Pascal on Truth, Flattery, and the Ego

From the “Pensées,” pp. 348-350, Penguin edition.—

It is no doubt an evil to be full of faults, but it is a still greater evil to be full of them and unwilling to recognize them, since this entails the further evil of deliberate self-delusion.

We do not want others to deceive us; we do not think it right for them to want us to esteem them more than they deserve; we do not think it is right either that we should deceive them and want them to esteem us more than we deserve.

Thus when [others] merely reveal vices and imperfections which we actually possess, it is obvious that they do us no wrong, since they are not responsible for them, but are really doing us good, by helping us to escape from an evil, namely our ignorance of these imperfections. We ought not to be annoyed that they know them and despise us, because it is right that they should know us for what we are and despise us if we are despicable.

These are the feelings which would spring from a heart full of equity and justice.

What then should we say of ours, seeing it quite differently disposed? For is it not true that we hate the truth and those who tell it to us, and we like them to be deceived to our advantage, and want to be esteemed by them as other than we actually are? . . .

This aversion for truth exists in differing degrees, but it may be said that it exists in everyone to some degree, because it is inseparable from (unhealthy or immature) self-love (narcissism). It is this false delicacy which makes those who have to correct others choose so many devious ways and qualifications to avoid giving offense. They must minimize our faults, pretend to excuse them, and combine this with praise and marks of affection and esteem. Even then such medicine still tastes bitter to self-love, which takes as little of it as possible, always with disgust and often with secret resentment against those administering it.
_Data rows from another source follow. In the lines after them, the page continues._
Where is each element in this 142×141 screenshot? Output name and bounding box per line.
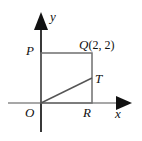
vertex-label-r: R xyxy=(83,106,91,119)
vertex-label-p: P xyxy=(26,44,34,57)
x-axis-label: x xyxy=(115,107,121,120)
square-opqr xyxy=(41,53,92,103)
geometry-figure: P Q(2, 2) T O R x y xyxy=(0,0,142,141)
y-axis-label: y xyxy=(50,10,56,23)
y-axis-arrow-icon xyxy=(34,12,48,30)
origin-label-o: O xyxy=(25,106,34,119)
vertex-label-q-coordinates: (2, 2) xyxy=(88,38,114,52)
segment-ot xyxy=(41,78,92,103)
point-label-t: T xyxy=(95,72,102,85)
vertex-label-q-letter: Q xyxy=(79,37,88,52)
vertex-label-q: Q(2, 2) xyxy=(79,38,114,51)
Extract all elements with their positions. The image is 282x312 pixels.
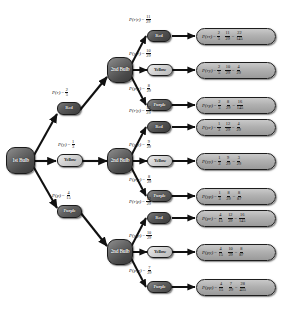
- node-2nd-bulb-bottom[interactable]: 2nd Bulb: [107, 239, 133, 265]
- result-p1-den-pp: 15: [218, 288, 223, 292]
- node-second-red-b3[interactable]: Red: [147, 212, 171, 224]
- result-label-rp: P(rp): [202, 103, 213, 108]
- cond-text-b3-red: P(r|p): [129, 199, 141, 204]
- prob-den-first-red: 5: [65, 93, 68, 97]
- node-second-purple-b3-label: Purple: [153, 285, 165, 290]
- node-first-yellow[interactable]: Yellow: [57, 154, 83, 167]
- prob-label-first-purple: P(p)=415: [52, 191, 72, 201]
- result-den-pp: 435: [239, 288, 246, 292]
- edge-purple-bulb2: [80, 212, 107, 246]
- cond-text-b1-yellow: P(y|r): [129, 51, 141, 56]
- prob-text-first-red: P(r): [52, 90, 60, 95]
- result-box-yr[interactable]: P(yr)=13 1229=429: [196, 119, 276, 136]
- cond-text-b2-purple: P(p|y): [129, 177, 141, 182]
- result-box-yp[interactable]: P(yp)=13 829=887: [196, 188, 276, 205]
- result-label-pp: P(pp): [202, 285, 213, 290]
- cond-den-b2-purple: 29: [146, 180, 151, 184]
- cond-label-b3-red: P(r|p)=1229: [129, 197, 152, 207]
- node-2nd-bulb-middle[interactable]: 2nd Bulb: [107, 148, 133, 174]
- result-p2-den-yp: 29: [226, 197, 231, 201]
- result-label-yp: P(yp): [202, 194, 213, 199]
- node-first-yellow-label: Yellow: [64, 158, 76, 163]
- result-p2-den-yy: 29: [226, 162, 231, 166]
- prob-label-first-yellow: P(y)=13: [58, 140, 75, 150]
- result-den-yy: 29: [236, 162, 241, 166]
- result-p2-den-yr: 29: [225, 128, 230, 132]
- edge-red-bulb2: [80, 77, 107, 110]
- result-p2-den-rr: 29: [225, 37, 230, 41]
- result-den-rr: 145: [236, 37, 243, 41]
- cond-den-b2-yellow: 29: [146, 145, 151, 149]
- result-box-rp[interactable]: P(rp)=25 829=16145: [196, 97, 276, 114]
- result-label-py: P(py): [202, 250, 213, 255]
- node-second-red-b1[interactable]: Red: [147, 30, 171, 42]
- cond-text-b1-purple: P(p|r): [129, 86, 141, 91]
- result-p2-den-pr: 29: [228, 219, 233, 223]
- result-p1-den-rr: 5: [217, 37, 220, 41]
- cond-label-b2-yellow: P(y|y)=929: [129, 140, 152, 150]
- prob-text-first-yellow: P(y): [58, 142, 67, 147]
- node-second-purple-b2-label: Purple: [153, 194, 165, 199]
- node-second-purple-b3[interactable]: Purple: [147, 281, 172, 293]
- result-den-py: 87: [239, 253, 244, 257]
- prob-text-first-purple: P(p): [52, 193, 61, 198]
- node-first-purple-label: Purple: [63, 209, 75, 214]
- cond-label-b3-yellow: P(y|p)=1029: [129, 231, 152, 241]
- result-box-ry[interactable]: P(ry)=25 1029=429: [196, 62, 276, 79]
- result-p1-den-pr: 15: [218, 219, 223, 223]
- node-second-red-b1-label: Red: [155, 34, 162, 39]
- prob-label-first-red: P(r)=25: [52, 88, 69, 98]
- node-root-label: 1st Bulb: [12, 158, 29, 163]
- result-den-pr: 145: [238, 219, 245, 223]
- result-p2-den-pp: 29: [228, 288, 233, 292]
- probability-tree-diagram: 1st Bulb Red Yellow Purple P(r)=25 P(y)=…: [0, 0, 282, 312]
- cond-text-b3-purple: P(p|p): [129, 268, 142, 273]
- result-den-rp: 145: [236, 106, 243, 110]
- result-box-yy[interactable]: P(yy)=13 929=329: [196, 153, 276, 170]
- cond-den-b1-yellow: 29: [146, 54, 151, 58]
- cond-text-b2-yellow: P(y|y): [129, 142, 141, 147]
- node-2nd-bulb-top-label: 2nd Bulb: [111, 67, 130, 72]
- cond-label-b1-red: P(r|r)=1129: [129, 15, 151, 25]
- result-label-yr: P(yr): [202, 125, 213, 130]
- result-p1-den-py: 15: [218, 253, 223, 257]
- result-box-pp[interactable]: P(pp)=415 729=28435: [196, 279, 276, 296]
- cond-den-b2-red: 29: [146, 111, 151, 115]
- result-label-ry: P(ry): [202, 68, 213, 73]
- node-first-red[interactable]: Red: [57, 102, 81, 115]
- cond-text-b1-red: P(r|r): [129, 17, 141, 22]
- node-2nd-bulb-bottom-label: 2nd Bulb: [111, 249, 130, 254]
- prob-den-first-purple: 15: [66, 196, 71, 200]
- result-p1-den-ry: 5: [217, 71, 220, 75]
- cond-den-b3-red: 29: [146, 202, 151, 206]
- node-second-red-b3-label: Red: [155, 216, 162, 221]
- result-box-rr[interactable]: P(rr)=25 1129=22145: [196, 28, 276, 45]
- result-p1-den-yr: 3: [217, 128, 220, 132]
- node-second-red-b2[interactable]: Red: [147, 121, 171, 133]
- node-root-1st-bulb[interactable]: 1st Bulb: [6, 147, 35, 174]
- edge-root-red: [33, 114, 57, 157]
- cond-label-b1-yellow: P(y|r)=1029: [129, 49, 152, 59]
- node-first-purple[interactable]: Purple: [57, 205, 82, 218]
- result-label-yy: P(yy): [202, 159, 213, 164]
- result-box-pr[interactable]: P(pr)=415 1229=16145: [196, 210, 276, 227]
- node-second-purple-b1-label: Purple: [153, 103, 165, 108]
- node-second-yellow-b2-label: Yellow: [154, 159, 166, 164]
- node-2nd-bulb-middle-label: 2nd Bulb: [111, 158, 130, 163]
- node-second-yellow-b3[interactable]: Yellow: [147, 246, 173, 258]
- result-p1-den-rp: 5: [218, 106, 221, 110]
- result-p1-den-yy: 3: [218, 162, 221, 166]
- cond-label-b2-purple: P(p|y)=829: [129, 175, 152, 185]
- edge-root-purple: [33, 166, 57, 208]
- node-second-yellow-b2[interactable]: Yellow: [147, 155, 173, 167]
- node-second-yellow-b1-label: Yellow: [154, 68, 166, 73]
- node-first-red-label: Red: [65, 106, 72, 111]
- result-p2-den-py: 29: [228, 253, 233, 257]
- result-box-py[interactable]: P(py)=415 1029=887: [196, 244, 276, 261]
- cond-label-b1-purple: P(p|r)=829: [129, 84, 152, 94]
- result-den-ry: 29: [236, 71, 241, 75]
- node-second-yellow-b1[interactable]: Yellow: [147, 64, 173, 76]
- prob-den-first-yellow: 3: [72, 145, 75, 149]
- result-p1-den-yp: 3: [218, 197, 221, 201]
- node-2nd-bulb-top[interactable]: 2nd Bulb: [107, 57, 133, 83]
The result is that anyone who has an interest in winning our affection tends to avoid rendering us a service which he knows to be unwelcome; we are treated as we want to be treated—we hate the truth and so it is kept from us, we desire to be flattered and so we are flattered, we like being deceived and so we are deceived.

This is why each rung of fortune’s ladder which leads us up in the world takes us further from the truth, because people are more wary of offending those whose friendship is most useful and whose enmity is most dangerous. . . . [T]elling the truth is useful to the hearer but harmful to those who tell it. . . .

[The ego] conceives a deadly hatred for the truth which rebukes it and which convinces it of its faults. It would like to do away with this truth, and not being able to destroy it as such, it destroys it, as best it can, in the consciousness of itself and others; that is, it takes every care to hide its faults both from itself and others, and cannot bear to have them pointed out or noticed.

[Thus] human life is nothing but a perpetual illusion; there is nothing but mutual deception and flattery. No one talks about us in our presence as he would in our absence. Human relations are only based on this mutual deception. Few friendships would survive if everyone knew what his friend said about him behind his back, even though he spoke sincerely and dispassionately.

Man is therefore nothing but disguise, falsehood and hypocrisy, both in himself and with regard to others. He does not want to be told the truth. He avoids telling it to others, and all these tendencies, so remote from justice and reason, are naturally rooted in his heart.